Leader of an Agrarian State Resisting Change

See also: Macon, Nathaniel

by R. Charles Roule III 
Reprinted from the Tar Heel Junior Historian, Fall 1996. 
Tar Heel Junior Historian Association, NC Museum of History

Nathaniel MaconFollowing the War of 1812, North Carolina seemed to  lapse into a “sleep” of comfort. Planters from eastern North Carolina remained perfectly content to raise crops, get them to market, and make money. The successful economy they had created was supported by a pool of enslaved laborers and a network of coastal transportation. They saw no reason to change an agriculture-based system that had worked to keep them wealthy and in control of the state since the 1700s.  

They were also largely “old-timers” who could remember the domineering and interfering British government. They had lived through the American Revolution (1776–1783) that ended that rule. They mistrusted big government, especially a strong federal government (which they equated to the royalty of Britain), and believed that governments should exist only to protect property, preserve order, and enforce private contracts.  

A Leader That Represented Them

Because they were happy and satisfied with their lives, and because they were hesitant to increase the role of government in those lives, these eastern planters—who had basically always controlled the state’s government—supported a man who had long been a part of it: Nathaniel Macon.  

Macon was a Warren County tobacco planter born in 1758, when North Carolina was still a colony ruled by the king of England. After fighting in the Revolution, he went into politics. He served first in the North Carolina Senate (1781–1785), then in the North Carolina House of Commons, then in the U.S. House of Representatives (1791–1815), where he was once speaker of the house (1801–1807), and finally in the U.S. Senate (1815–1828). Macon became known as a strong states’ rights advocate and a stout guardian of the agrarian lifestyle familiar to the planters of eastern North Carolina.

“Why depart from the good old way, which has kept us in quiet, peace, and harmony... why leave the road of experience, which has satisfied all, and made all happy, to take [a] new way, of which we have no experience?” he once asked.  

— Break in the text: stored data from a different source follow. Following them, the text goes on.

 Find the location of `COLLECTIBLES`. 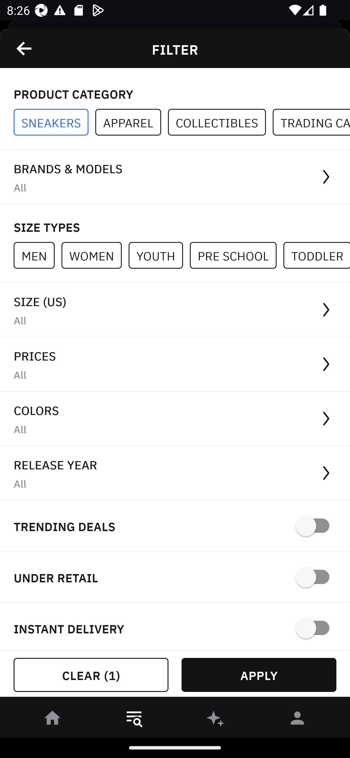

COLLECTIBLES is located at coordinates (220, 122).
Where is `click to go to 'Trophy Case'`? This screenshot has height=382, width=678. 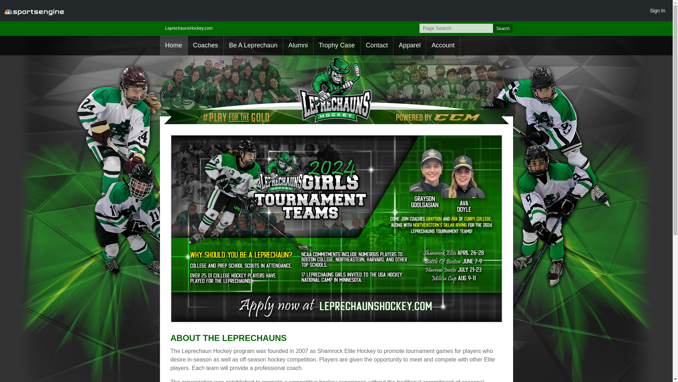
click to go to 'Trophy Case' is located at coordinates (337, 45).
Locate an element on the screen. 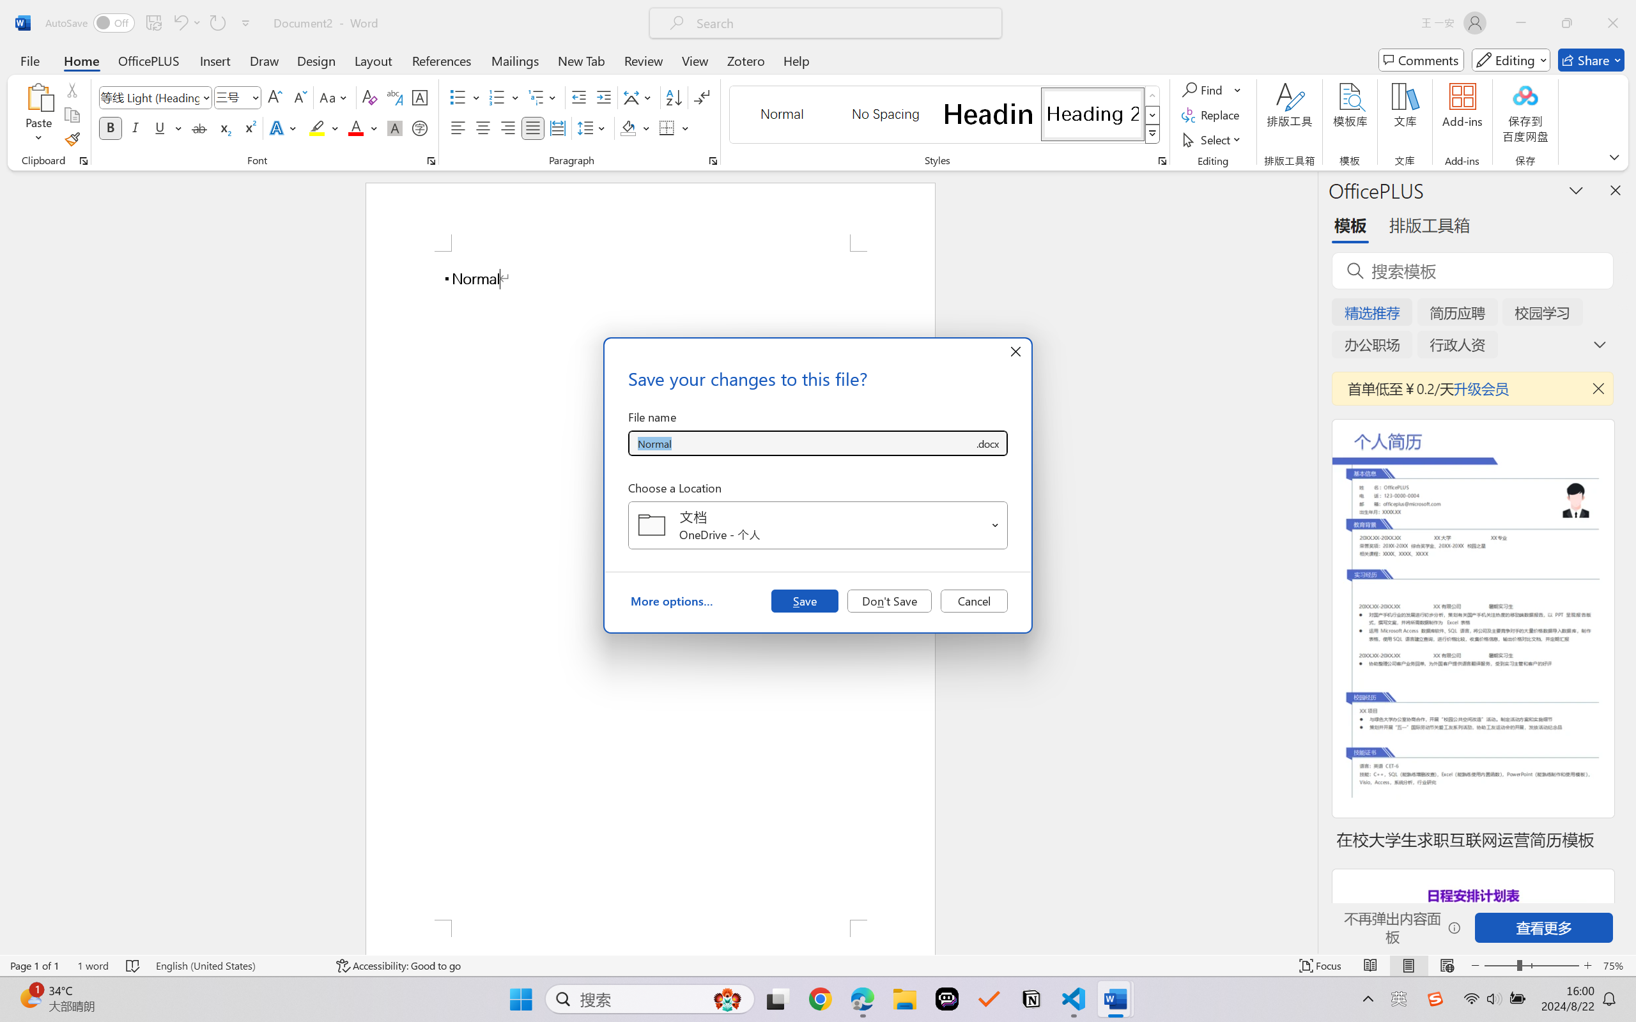  Help is located at coordinates (796, 60).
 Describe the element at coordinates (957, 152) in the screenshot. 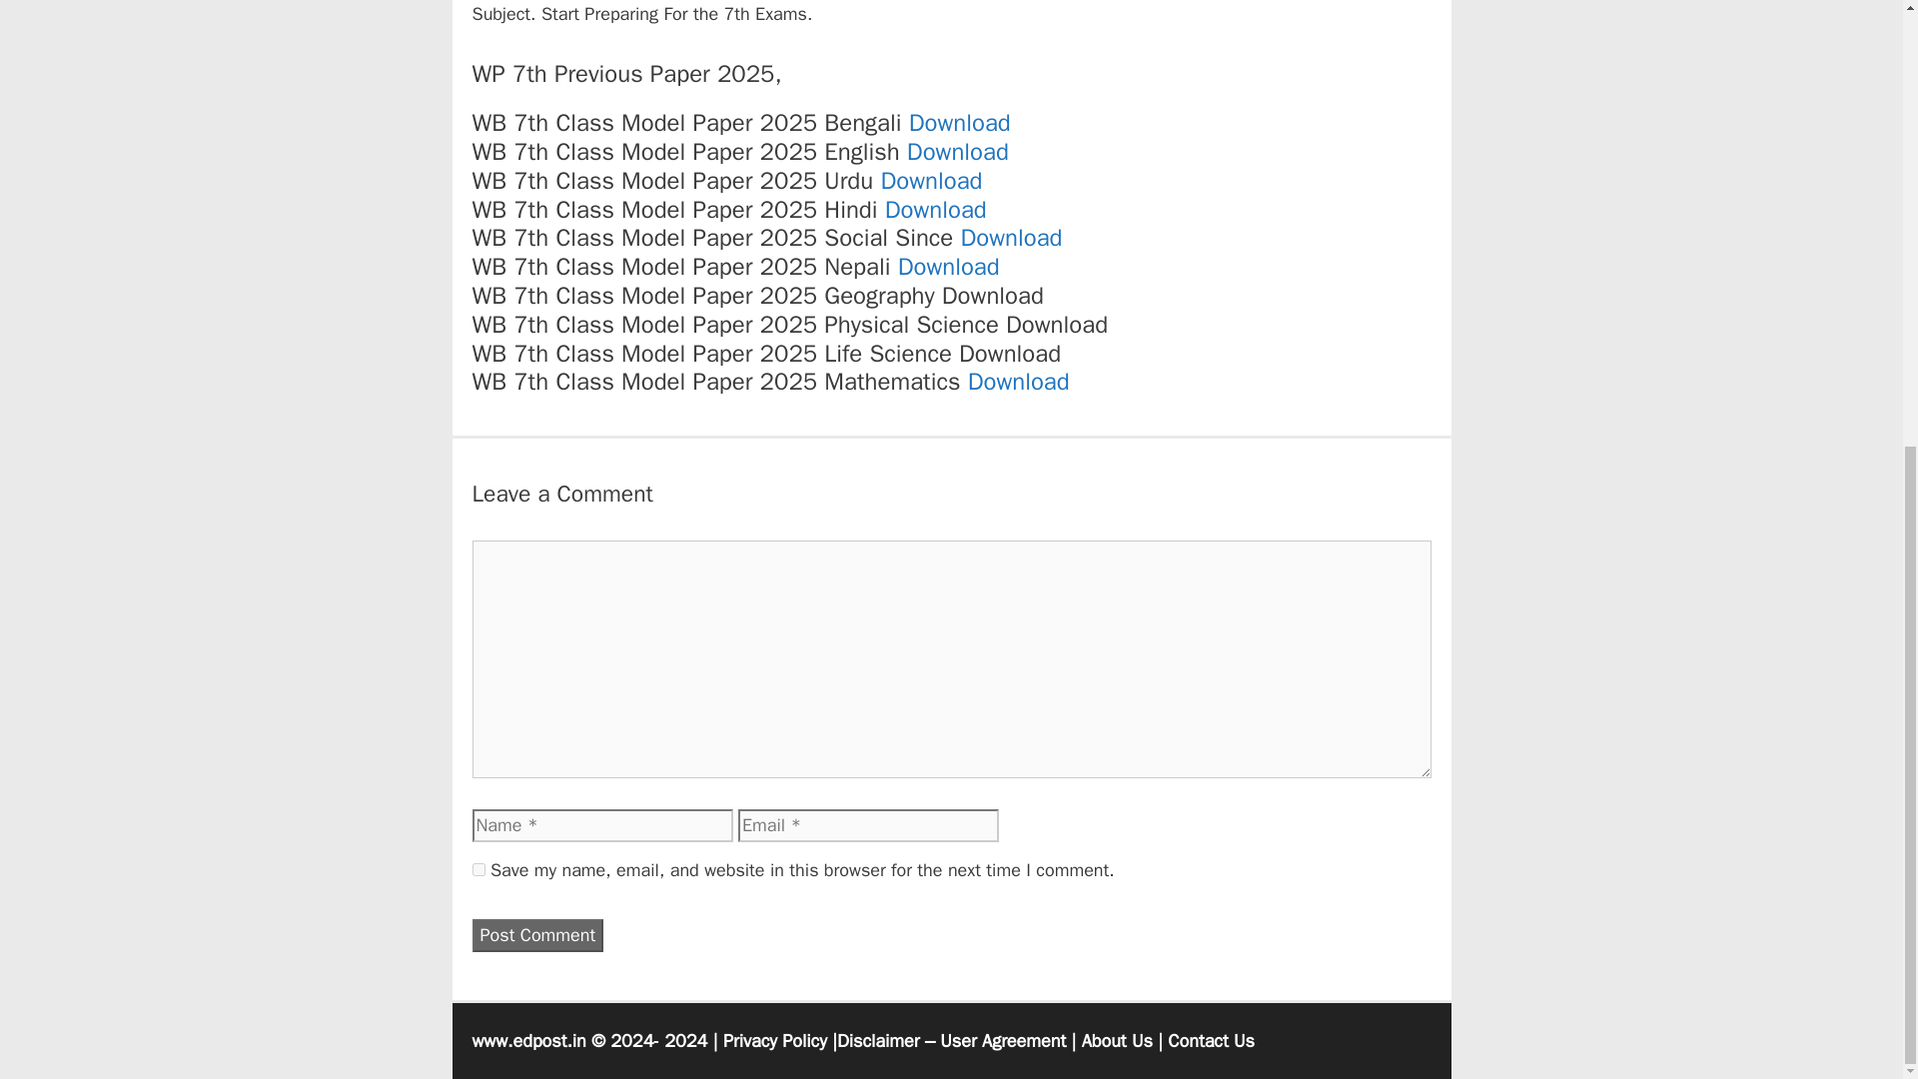

I see `Download` at that location.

North Carolina Becomes a One-party State

At the beginning of the 1800s, two political parties were rivals in North Carolina. The Federalists had been in control of the new nation from its formation until 1801, when Thomas Jefferson’s Democratic-Republican Party came into power. Jefferson’s party, once called the Antifederalists, promoted agrarian lifestyles and small government. North Carolina’s planters naturally followed these Jeffersonian philosophies.  

And they followed Macon as a representative of Jefferson. Macon was a Democratic-Republican. Under the administrations of Jefferson, James Madison, James Monroe, and John Quincy Adams, Macon supported his party’s additional beliefs in a strict interpretation of the U.S. Constitution, limited national economic policies, and states’ rights. He also consistently opposed a national defense program, a national bank, and any kind of taxation or spending plan on a federal scale.  

In 1814, following the end of the War of 1812, the Federalist Party lost its popularity in the state. North Carolina came to have only one political party—the Democratic-Republican Party. Elections between its competing candidates often became personality battles, not issue battles. So for the next twenty years (or until the 1935 constitutional convention changed the power structure of the General Assembly), control of the state’s government came to rest with eastern planters, Democratic-Republicans like Macon. They continued to see little reason for change. 

No Changes under Macon

Macon did not want to fund public education or change the state’s electoral process, even though to do so would have allowed smaller landowners and more common people to vote for more offices. He also disagreed with the idea of having the state fund roads, canals, railroads, or other transportation improvements, known then as “internal improvements.” He insisted these improvements would not stimulate the economy, just waste money. His resistance to change and progress was particularly strong regarding internal improvements directed or funded by the federal government. Macon and the planters he represented feared northern interference, especially because of abolitionist feelings in the North. Macon said, “If Congress can make canals, they can with more [justification] emancipate [the slaves].”  

Macon’s influence diminished later in his political career, but his prestige did not. Even at age seventy-seven, two years before his death, he was chosen president of the state’s constitutional convention of 1835. Following this convention, the Democratic-Republican Party began to lose its influence. Representatives from western North Carolina became the state’s new leaders and started changing the state. 
 
At the time this article was written, R. Charles Roule III was a freelance writer and illustrator.